Beth Kolko, CEO of Seattle-based Shift Labs, with the company’s DripAssist infusion rate monitor (GeekWire Photo / Todd Bishop)

Beth Kolko’s superpower may not seem that out of the ordinary. She can’t see through walls, but she can see what’s wrong with the things we use in everyday life — problems that never occurred to the experts who built them.

As the CEO of medical device maker Shift Labs, Kolko has focused that superpower on health care. Specifically, she wants to solve the problems that arise when an industry makes medical devices for patients in hospitals in rich countries and ignores almost everyone else.

“Because they’re not in your sphere of influence, it’s easy to not see them. That’s just human nature,” she said.

Kolko added, “I continue to believe that non-expert innovation is crucial, especially for really wicked problems, because we have to learn how to see things differently if we’re going to solve things differently.”

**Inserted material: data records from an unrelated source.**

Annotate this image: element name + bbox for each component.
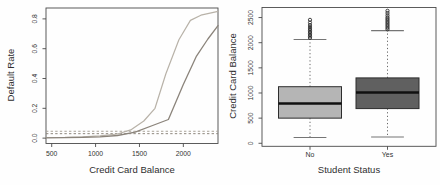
- right-x-axis-title: Student Status: [318, 164, 380, 175]
- y-tick-label: 2500: [248, 10, 255, 25]
- x-tick-label: 500: [46, 150, 58, 157]
- y-tick-label: 0.2: [32, 103, 39, 113]
- x-tick-label: 1500: [132, 150, 147, 157]
- category-label: No: [306, 151, 315, 158]
- default-rate-line-chart: 5001000150020000.00.20.40.60.8: [32, 8, 219, 157]
- x-tick-label: 2000: [176, 150, 191, 157]
- plot-frame: [46, 8, 218, 144]
- non-student-default-rate-curve: [46, 26, 218, 138]
- balance-boxplot-chart: 05001000150020002500NoYes: [248, 8, 437, 159]
- right-y-axis-title: Credit Card Balance: [227, 33, 238, 119]
- x-tick-label: 1000: [88, 150, 103, 157]
- y-tick-label: 0.4: [32, 74, 39, 84]
- y-tick-label: 0.8: [32, 14, 39, 24]
- left-y-axis-title: Default Rate: [5, 49, 16, 102]
- box-no: [279, 18, 342, 137]
- y-tick-label: 1500: [248, 60, 255, 75]
- y-tick-label: 0.6: [32, 44, 39, 54]
- plot-frame: [262, 8, 436, 147]
- box-yes: [356, 9, 419, 137]
- two-panel-statistical-figure: 5001000150020000.00.20.40.60.80500100015…: [0, 0, 440, 185]
- outlier-point: [386, 9, 389, 12]
- y-tick-label: 0.0: [32, 133, 39, 143]
- y-tick-label: 1000: [248, 85, 255, 100]
- y-tick-label: 0: [248, 141, 255, 145]
- left-x-axis-title: Credit Card Balance: [89, 164, 175, 175]
- category-label: Yes: [382, 151, 394, 158]
- y-tick-label: 2000: [248, 35, 255, 50]
- figure-canvas: 5001000150020000.00.20.40.60.80500100015…: [0, 0, 440, 185]
- y-tick-label: 500: [248, 112, 255, 124]
- student-default-rate-curve: [46, 11, 218, 137]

Seattle-based Shift Labs’ flagship product, the DripAssist infusion rate monitor, is a low-cost way to measure medication and fluids given through infusions, designed for use outside of hospitals and in poor countries.

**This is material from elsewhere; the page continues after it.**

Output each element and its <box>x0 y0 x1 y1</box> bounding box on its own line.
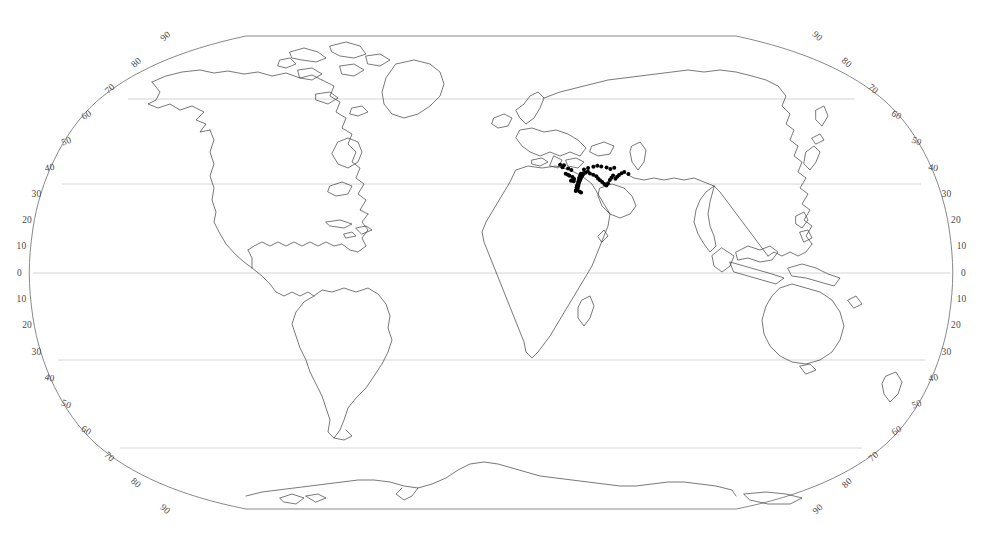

Listen to this GeekWire Health Tech Podcast episode:

Kolko’s path to medical device entrepreneur was far from a straight line. Trained as an anthropologist, she holds a PhD in English and is a professor of human-centered design and engineering at the University of Washington. She’s a big proponent of the power of insights from people coming in from outside an industry or field of expertise, and looking at problems with fresh eyes.

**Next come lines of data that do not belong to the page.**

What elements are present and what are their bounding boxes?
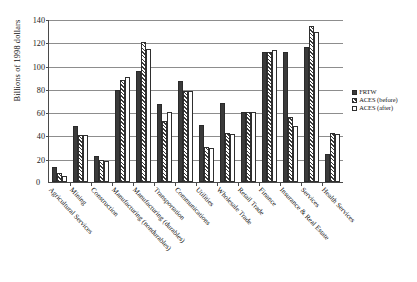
x-axis-label: Finance bbox=[257, 186, 278, 208]
x-axis-label: Health Services bbox=[321, 186, 357, 224]
y-axis-tick-label: 140 bbox=[33, 16, 45, 25]
bar bbox=[293, 126, 298, 182]
bar bbox=[314, 32, 319, 182]
y-axis-tick-label: 120 bbox=[33, 39, 45, 48]
legend: FRTWACES (before)ACES (after) bbox=[352, 88, 398, 113]
bar-groups bbox=[49, 20, 343, 182]
bar bbox=[62, 176, 67, 182]
bar bbox=[146, 49, 151, 182]
x-axis-labels: Agricultural ServicesMiningConstructionM… bbox=[48, 186, 343, 282]
bar-group bbox=[301, 20, 322, 182]
bar bbox=[272, 50, 277, 182]
bar-group bbox=[322, 20, 343, 182]
bar-group bbox=[133, 20, 154, 182]
bar-group bbox=[154, 20, 175, 182]
bar-group bbox=[280, 20, 301, 182]
legend-label: ACES (before) bbox=[359, 96, 398, 104]
y-axis-title: Billions of 1998 dollars bbox=[13, 0, 22, 136]
y-axis-tick-label: 60 bbox=[37, 109, 45, 118]
x-axis-label: Mining bbox=[68, 186, 88, 207]
legend-item: ACES (after) bbox=[352, 104, 398, 112]
y-axis-tick-label: 40 bbox=[37, 132, 45, 141]
bar bbox=[251, 112, 256, 182]
bar bbox=[83, 135, 88, 182]
bar-group bbox=[217, 20, 238, 182]
hatched-swatch bbox=[352, 98, 357, 103]
white-outline-swatch bbox=[352, 106, 357, 111]
legend-item: ACES (before) bbox=[352, 96, 398, 104]
y-axis-tick-label: 20 bbox=[37, 155, 45, 164]
bar bbox=[104, 161, 109, 182]
bar bbox=[209, 148, 214, 182]
y-axis-tick-label: 80 bbox=[37, 85, 45, 94]
bar bbox=[188, 91, 193, 182]
bar-group bbox=[70, 20, 91, 182]
y-axis-tick-mark bbox=[46, 67, 49, 68]
bar bbox=[335, 134, 340, 182]
legend-label: FRTW bbox=[359, 88, 376, 96]
y-axis-tick-mark bbox=[46, 113, 49, 114]
y-axis-tick-mark bbox=[46, 20, 49, 21]
plot-area: 20406080100120140 bbox=[48, 20, 343, 183]
y-axis-tick-mark bbox=[46, 90, 49, 91]
bar-group bbox=[196, 20, 217, 182]
bar bbox=[167, 112, 172, 182]
bar bbox=[125, 77, 130, 182]
y-axis-tick-label: 100 bbox=[33, 62, 45, 71]
bar-group bbox=[175, 20, 196, 182]
y-axis-tick-mark bbox=[46, 160, 49, 161]
solid-dark-swatch bbox=[352, 90, 357, 95]
bar-group bbox=[238, 20, 259, 182]
bar-chart: Billions of 1998 dollars 204060801001201… bbox=[0, 0, 417, 282]
y-axis-tick-mark bbox=[46, 43, 49, 44]
bar-group bbox=[91, 20, 112, 182]
y-axis-tick-mark bbox=[46, 136, 49, 137]
y-axis-tick-zero: 0 bbox=[36, 178, 40, 187]
legend-item: FRTW bbox=[352, 88, 398, 96]
bar-group bbox=[112, 20, 133, 182]
bar-group bbox=[49, 20, 70, 182]
legend-label: ACES (after) bbox=[359, 104, 393, 112]
bar bbox=[230, 134, 235, 182]
bar-group bbox=[259, 20, 280, 182]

Since the early 2000s, Kolko has been thinking of ways to improve life in communities around the world. One of the early projects she worked on was a simplified ultrasound machine for midwives in Uganda.

Her team made a working prototype, but nobody wanted to produce it. An executive at an ultrasound company took Kolko aside at one point and said, “We could make cheaper technology, but it wouldn’t support the cost of our sales force, so we have no motivation to do that.” (Years later, the mobile ultrasound revolution would finally take off.)

The Shift Labs DripAssist infusion rate monitor. (GeekWire Photo / Todd Bishop)

“That was the day that I decided I was going to start a company, and eventually, that resulted in Shift Labs,” said Kolko. The idea was to make medical devices that would let more people access quality health care.

Kolko formed a team and started interviewing people on the front lines of health care in search of a common problem. They settled on infusions.

Most modern American hospitals use pumps, which often cost around $5,000, to deliver medicine and fluids through infusions such as IVs. But outside of hospitals — from in-home care to military outposts and rural clinic — the majority of infusions just use gravity to move the liquids.

That’s a problem because infusions done by gravity are inaccurate and rely on people to physically count drips to determine how much medicine is being administered.

Shift Labs began developing the DripAssist. It’s a handheld device, a little larger and thicker than a smartphone, that attaches to the IV drips that are commonplace in hospitals, and measures the flow rate so that nurses don’t have to. The benefit is greater accuracy and more time for caregivers to perform other tasks.

Kolko and co-founder Koji Intlekofer discovered that making a functioning prototype was just the beginning.

The first major pushback came from the healthcare providers, who balked when they saw just how variable gravity infusions are in real time.

“It’s so disturbing for people to see that variability, so we had to find a way to process that data that would allow us to maintain the accuracy levels that we needed, but also have data that people trusted,” Kolko said.

They also had to deal, once again, with executives who didn’t see a market for a device that nurses were clamoring for.

And then there was the fundraising. “Everybody hates fundraising. I’m really skeptical of anyone who says, ‘I love fundraising,'” Kolko said. Shift Labs would end up raising $1.7 million, a relatively small amount for a medical device with FDA approval.

It took years of grinding away, but now thousands of DripAssists are quietly measuring medication in both American homes and World Health Organization clinics in the Democratic Republic of the Congo.

“We built one very simple device, just costs a few hundred dollars, and it works flawlessly in both those environments. That’s amazing,” said Kolko.

Kolko recently won an award for “Perseverance” from Seattle Health Innovators in recognition of her scrappy pursuit of more equitable health care.

“There’s no way that I could have persevered without my co-founder and without our team,” she said. “There’s no way one could weather those dark days alone.”

Listen to Beth Kolko’s story on this episode of GeekWire’s Health Tech Podcast, reported and hosted by James Thorne, edited by Todd Bishop and produced by Jennie Cecil Moore.

Like what you're reading? Subscribe to GeekWire's free newsletters to catch every headline

Job Listings on GeekWork

Find more jobs on GeekWork. Employers, post a job here.